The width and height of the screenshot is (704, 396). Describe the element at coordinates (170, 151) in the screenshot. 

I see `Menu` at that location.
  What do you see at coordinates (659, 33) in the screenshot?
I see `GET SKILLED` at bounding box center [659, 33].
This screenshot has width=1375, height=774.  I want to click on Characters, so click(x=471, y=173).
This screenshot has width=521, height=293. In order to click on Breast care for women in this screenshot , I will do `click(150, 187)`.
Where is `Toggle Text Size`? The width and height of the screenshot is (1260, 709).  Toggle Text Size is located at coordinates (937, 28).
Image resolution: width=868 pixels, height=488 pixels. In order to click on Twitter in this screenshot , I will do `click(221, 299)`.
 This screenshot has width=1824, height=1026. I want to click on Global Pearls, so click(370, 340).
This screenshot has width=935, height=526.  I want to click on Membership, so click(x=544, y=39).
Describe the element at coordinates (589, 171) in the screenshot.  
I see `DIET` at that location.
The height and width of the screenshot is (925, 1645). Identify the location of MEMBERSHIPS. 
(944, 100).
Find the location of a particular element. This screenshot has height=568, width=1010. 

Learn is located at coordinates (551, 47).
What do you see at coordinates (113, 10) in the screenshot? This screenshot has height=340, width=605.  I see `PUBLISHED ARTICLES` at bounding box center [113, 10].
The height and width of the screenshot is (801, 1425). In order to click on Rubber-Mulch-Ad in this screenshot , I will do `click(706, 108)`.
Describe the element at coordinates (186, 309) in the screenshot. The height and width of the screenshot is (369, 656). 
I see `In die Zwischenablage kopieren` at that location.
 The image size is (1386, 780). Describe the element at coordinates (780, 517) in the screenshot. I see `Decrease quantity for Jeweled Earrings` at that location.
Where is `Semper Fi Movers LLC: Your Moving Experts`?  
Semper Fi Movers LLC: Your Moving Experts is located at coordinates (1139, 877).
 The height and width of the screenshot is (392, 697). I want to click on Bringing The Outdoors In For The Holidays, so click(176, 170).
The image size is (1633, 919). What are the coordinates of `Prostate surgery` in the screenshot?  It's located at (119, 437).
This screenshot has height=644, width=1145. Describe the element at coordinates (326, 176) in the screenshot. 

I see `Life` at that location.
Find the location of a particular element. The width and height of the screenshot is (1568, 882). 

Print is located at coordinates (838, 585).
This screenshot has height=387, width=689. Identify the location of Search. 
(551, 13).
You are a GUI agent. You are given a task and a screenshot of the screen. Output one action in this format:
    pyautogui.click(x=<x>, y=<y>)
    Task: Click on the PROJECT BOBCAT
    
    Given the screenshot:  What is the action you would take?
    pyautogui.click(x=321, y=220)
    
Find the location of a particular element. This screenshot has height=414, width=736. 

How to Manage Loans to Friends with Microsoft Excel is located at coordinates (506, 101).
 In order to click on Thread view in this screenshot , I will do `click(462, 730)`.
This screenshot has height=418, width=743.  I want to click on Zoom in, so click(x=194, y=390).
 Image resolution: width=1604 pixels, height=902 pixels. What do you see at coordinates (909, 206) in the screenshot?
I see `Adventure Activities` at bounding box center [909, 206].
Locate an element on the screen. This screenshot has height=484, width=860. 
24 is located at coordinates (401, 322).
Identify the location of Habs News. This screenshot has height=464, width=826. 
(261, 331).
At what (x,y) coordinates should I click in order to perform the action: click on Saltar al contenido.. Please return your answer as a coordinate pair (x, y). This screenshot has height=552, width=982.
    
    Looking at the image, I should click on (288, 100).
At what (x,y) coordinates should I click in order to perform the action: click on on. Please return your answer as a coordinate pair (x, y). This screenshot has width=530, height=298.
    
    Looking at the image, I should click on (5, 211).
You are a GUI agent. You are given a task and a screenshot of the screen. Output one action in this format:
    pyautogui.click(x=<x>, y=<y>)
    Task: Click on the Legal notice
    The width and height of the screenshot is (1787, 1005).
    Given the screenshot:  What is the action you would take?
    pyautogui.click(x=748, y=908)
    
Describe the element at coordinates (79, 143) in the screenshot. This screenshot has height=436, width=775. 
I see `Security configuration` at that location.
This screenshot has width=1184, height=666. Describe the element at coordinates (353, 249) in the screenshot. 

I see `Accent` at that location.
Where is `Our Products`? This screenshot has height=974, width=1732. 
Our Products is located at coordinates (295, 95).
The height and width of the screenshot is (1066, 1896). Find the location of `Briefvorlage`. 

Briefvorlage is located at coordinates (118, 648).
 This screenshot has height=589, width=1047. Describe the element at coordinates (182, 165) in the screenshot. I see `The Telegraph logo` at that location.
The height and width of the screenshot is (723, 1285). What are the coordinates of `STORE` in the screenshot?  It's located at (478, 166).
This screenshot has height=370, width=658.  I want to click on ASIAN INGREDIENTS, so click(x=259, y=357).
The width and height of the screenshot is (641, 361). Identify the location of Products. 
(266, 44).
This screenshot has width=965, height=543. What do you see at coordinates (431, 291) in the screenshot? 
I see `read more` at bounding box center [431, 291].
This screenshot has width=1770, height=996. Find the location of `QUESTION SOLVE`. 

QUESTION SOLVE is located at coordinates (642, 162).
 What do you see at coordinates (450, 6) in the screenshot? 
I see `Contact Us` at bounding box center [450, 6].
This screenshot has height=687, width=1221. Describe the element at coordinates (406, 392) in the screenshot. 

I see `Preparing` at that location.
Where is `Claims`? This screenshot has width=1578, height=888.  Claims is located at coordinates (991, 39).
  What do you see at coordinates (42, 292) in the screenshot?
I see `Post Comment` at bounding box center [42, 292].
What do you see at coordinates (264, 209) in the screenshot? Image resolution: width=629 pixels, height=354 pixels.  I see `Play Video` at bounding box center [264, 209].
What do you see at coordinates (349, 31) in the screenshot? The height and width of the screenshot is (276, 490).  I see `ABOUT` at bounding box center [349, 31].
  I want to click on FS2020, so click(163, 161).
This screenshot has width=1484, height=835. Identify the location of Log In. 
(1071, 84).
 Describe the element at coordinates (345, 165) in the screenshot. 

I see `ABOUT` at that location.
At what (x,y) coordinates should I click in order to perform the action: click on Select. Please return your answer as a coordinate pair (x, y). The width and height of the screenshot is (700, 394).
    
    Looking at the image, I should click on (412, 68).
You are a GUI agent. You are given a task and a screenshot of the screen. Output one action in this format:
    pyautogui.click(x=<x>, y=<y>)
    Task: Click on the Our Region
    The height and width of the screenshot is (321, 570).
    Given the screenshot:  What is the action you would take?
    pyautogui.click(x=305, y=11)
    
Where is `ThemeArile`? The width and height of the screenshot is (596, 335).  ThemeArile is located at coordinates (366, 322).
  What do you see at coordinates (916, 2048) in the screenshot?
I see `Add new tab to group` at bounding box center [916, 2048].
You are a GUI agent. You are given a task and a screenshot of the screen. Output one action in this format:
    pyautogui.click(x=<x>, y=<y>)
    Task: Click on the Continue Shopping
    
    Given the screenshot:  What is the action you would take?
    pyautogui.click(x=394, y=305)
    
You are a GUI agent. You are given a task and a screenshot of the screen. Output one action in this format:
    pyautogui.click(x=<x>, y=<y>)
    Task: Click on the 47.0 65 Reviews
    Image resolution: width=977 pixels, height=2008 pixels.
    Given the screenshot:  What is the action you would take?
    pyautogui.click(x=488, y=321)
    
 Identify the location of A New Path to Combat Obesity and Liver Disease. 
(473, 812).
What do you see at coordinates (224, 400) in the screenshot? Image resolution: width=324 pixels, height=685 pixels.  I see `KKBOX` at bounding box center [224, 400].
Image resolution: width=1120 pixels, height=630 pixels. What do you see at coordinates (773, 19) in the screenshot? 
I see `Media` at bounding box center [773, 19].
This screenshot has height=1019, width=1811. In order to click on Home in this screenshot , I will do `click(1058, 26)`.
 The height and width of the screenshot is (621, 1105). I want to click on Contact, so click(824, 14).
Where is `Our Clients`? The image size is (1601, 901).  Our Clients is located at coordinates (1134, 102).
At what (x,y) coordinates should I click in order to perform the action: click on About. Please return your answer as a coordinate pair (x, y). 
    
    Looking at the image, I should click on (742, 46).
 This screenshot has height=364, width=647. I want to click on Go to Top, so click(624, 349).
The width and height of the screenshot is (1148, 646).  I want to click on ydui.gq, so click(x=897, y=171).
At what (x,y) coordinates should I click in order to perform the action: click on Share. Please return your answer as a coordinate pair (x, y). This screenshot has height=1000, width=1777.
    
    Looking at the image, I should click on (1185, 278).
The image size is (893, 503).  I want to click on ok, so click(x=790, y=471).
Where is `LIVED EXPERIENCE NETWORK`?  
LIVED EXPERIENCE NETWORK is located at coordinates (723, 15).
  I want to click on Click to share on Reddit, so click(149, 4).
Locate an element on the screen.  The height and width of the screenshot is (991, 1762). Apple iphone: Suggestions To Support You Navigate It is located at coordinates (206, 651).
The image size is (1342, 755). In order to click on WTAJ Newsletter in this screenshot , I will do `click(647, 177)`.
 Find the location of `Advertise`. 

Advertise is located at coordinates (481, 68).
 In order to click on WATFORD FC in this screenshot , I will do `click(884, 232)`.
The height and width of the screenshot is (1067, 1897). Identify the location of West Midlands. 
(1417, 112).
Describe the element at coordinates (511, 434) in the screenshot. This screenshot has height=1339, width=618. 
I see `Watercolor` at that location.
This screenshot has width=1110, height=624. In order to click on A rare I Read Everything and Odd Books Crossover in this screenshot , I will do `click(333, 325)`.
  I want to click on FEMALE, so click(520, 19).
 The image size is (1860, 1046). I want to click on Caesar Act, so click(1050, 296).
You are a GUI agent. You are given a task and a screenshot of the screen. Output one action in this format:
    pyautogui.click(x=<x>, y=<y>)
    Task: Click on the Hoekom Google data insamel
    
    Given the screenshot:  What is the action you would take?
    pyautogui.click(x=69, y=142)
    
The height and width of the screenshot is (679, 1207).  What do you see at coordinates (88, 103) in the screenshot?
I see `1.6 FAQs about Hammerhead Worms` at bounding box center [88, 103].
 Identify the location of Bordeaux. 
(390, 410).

**Your instructions:** Repeat the material word for word from its opening line up to and including the line containing "What do you see at coordinates (113, 10)".

**Written response:**
The width and height of the screenshot is (704, 396). Describe the element at coordinates (170, 151) in the screenshot. 

I see `Menu` at that location.
  What do you see at coordinates (659, 33) in the screenshot?
I see `GET SKILLED` at bounding box center [659, 33].
This screenshot has width=1375, height=774.  I want to click on Characters, so click(x=471, y=173).
This screenshot has width=521, height=293. In order to click on Breast care for women in this screenshot , I will do `click(150, 187)`.
Where is `Toggle Text Size`? The width and height of the screenshot is (1260, 709).  Toggle Text Size is located at coordinates (937, 28).
Image resolution: width=868 pixels, height=488 pixels. In order to click on Twitter in this screenshot , I will do `click(221, 299)`.
 This screenshot has width=1824, height=1026. I want to click on Global Pearls, so click(370, 340).
This screenshot has width=935, height=526.  I want to click on Membership, so click(x=544, y=39).
Describe the element at coordinates (589, 171) in the screenshot.  
I see `DIET` at that location.
The height and width of the screenshot is (925, 1645). Identify the location of MEMBERSHIPS. 
(944, 100).
Find the location of a particular element. This screenshot has height=568, width=1010. 

Learn is located at coordinates (551, 47).
What do you see at coordinates (113, 10) in the screenshot? This screenshot has height=340, width=605.  I see `PUBLISHED ARTICLES` at bounding box center [113, 10].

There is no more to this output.